A California appeals court ruled Monday that the Orange County District Attorney’s Office’s tactic of repeatedly disqualifying a judge who exposed prosecutorial misconduct from cses is an “extraordinary abuse” of state law, but still legal.
The California Fourth Circuit Court of Appeals ruled that the OCDA operated within the law when it repeatedly had Superior Court Judge Thomas Goethals removed from cases because of perceived bias—a retaliatory tactic known as “papering” a judge—but said the state supreme court precedent it was bound by should be revisited.
“As courts work to keep doors open and to provide timely and meaningful access to justice to the public, the extraordinary abuse of [judicial disqualification] is a barrier to justice and its cost to a court should be reconsidered,” Justice Kathleen O’Leary wrote in the majority opinion.
Prosecutors from the OCDA first began allegedly papering Goethals in 2014, when he was presiding over the capital murder case of Scott Dekraai. In several lengthy motions that Goethals allowed to move forward, the public defender in the case revealed that the OCDA and Orange County Sheriff’s Department had been operating a secret jailhouse informant program. In 2015, Goethals removed the entire OCDA from the case, finding that two sheriff’s deputies had either lied or intentionally withheld evidence from the court.
As the appeals court noted in its Monday ruling, Goethals had only been disqualified from a murder trial once in the three years prior. However, in the 18 months after the Dekraai case blew up, Goethals was disqualified from 46 out of 49 murder cases he was assigned.
In a concurring opinion, Justice Richard Aronson said “the district attorney engaged in blanket papering of Judge Goethals and did so to retaliate and punish a widely respected and experienced jurist the district attorney previously accepted on a routine basis.”
The OCDA brought the appeal after another superior court judge denied its challenge to remove Goethals from a case, arguing the repeated disqualifications were retaliatory and significantly increasing the caseload of other courts.
In a statement released Monday, Orange County District Attorney Tony Rackauckas said that, while he agrees with the ruling, he “maintains that there has never been ‘blanket papering’ of any judicial officer. Any exercise of preemptory challenge made by any member of the OCDA has been the individual prosecutor’s decision to do what is in the best interest of the People, public safety, and crime victims.”
The fallout from the Dekraai case has led to sentences being overturned or vacated, or charges being dropped, in nearly a dozen other cases so far. Scott Sanders, the public defender in the Dekraai case, says the OCDA and sheriff’s department operated the jailhouse informant database for decades, and it could have tainted numerous other cases.
“The idea that a prosecutor’s office has in essence elected to punish a judge for calling out its misconduct is profoundly concerning—so much so that a court was willing to suggest the law should be changed,” Laura Fernandez, a Yale reserach scholar who studies prosecutorial misconduct, said. “When prosecutors engage in these kinds of extraordinarily abusive tactics, it undermines the integrity of the criminal justice system as a whole.”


## What you will do
Identify all lines of the data containing the string "pole" and copy them.

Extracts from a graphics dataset
-*-*-
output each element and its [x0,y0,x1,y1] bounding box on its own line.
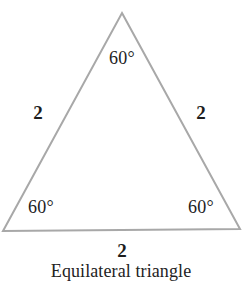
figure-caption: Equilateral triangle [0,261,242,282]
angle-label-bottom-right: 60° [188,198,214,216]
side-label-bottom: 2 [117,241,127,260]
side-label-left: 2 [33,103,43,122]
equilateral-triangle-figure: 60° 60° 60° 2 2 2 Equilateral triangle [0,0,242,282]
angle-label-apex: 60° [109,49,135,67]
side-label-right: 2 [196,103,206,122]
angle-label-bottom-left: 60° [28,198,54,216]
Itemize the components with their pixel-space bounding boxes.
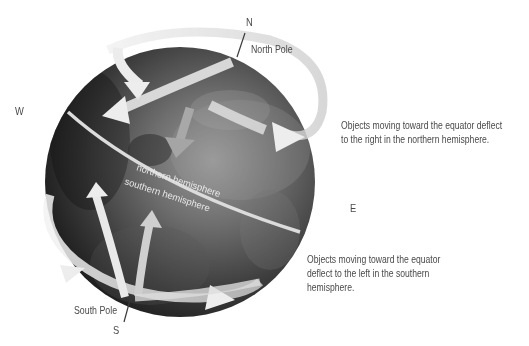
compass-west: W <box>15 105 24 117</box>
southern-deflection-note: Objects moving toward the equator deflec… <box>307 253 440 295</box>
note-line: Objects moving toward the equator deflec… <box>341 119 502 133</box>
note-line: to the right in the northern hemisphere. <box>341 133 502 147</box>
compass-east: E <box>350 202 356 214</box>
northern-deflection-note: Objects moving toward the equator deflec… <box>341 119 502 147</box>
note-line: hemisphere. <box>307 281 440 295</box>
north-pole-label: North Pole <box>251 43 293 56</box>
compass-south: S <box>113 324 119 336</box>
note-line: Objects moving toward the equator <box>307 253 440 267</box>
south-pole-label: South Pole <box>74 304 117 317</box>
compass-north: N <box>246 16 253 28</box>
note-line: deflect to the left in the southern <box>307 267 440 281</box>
-*-*-
## Exercise result
north-pole-label: North Pole <box>251 43 293 56</box>
south-pole-label: South Pole <box>74 304 117 317</box>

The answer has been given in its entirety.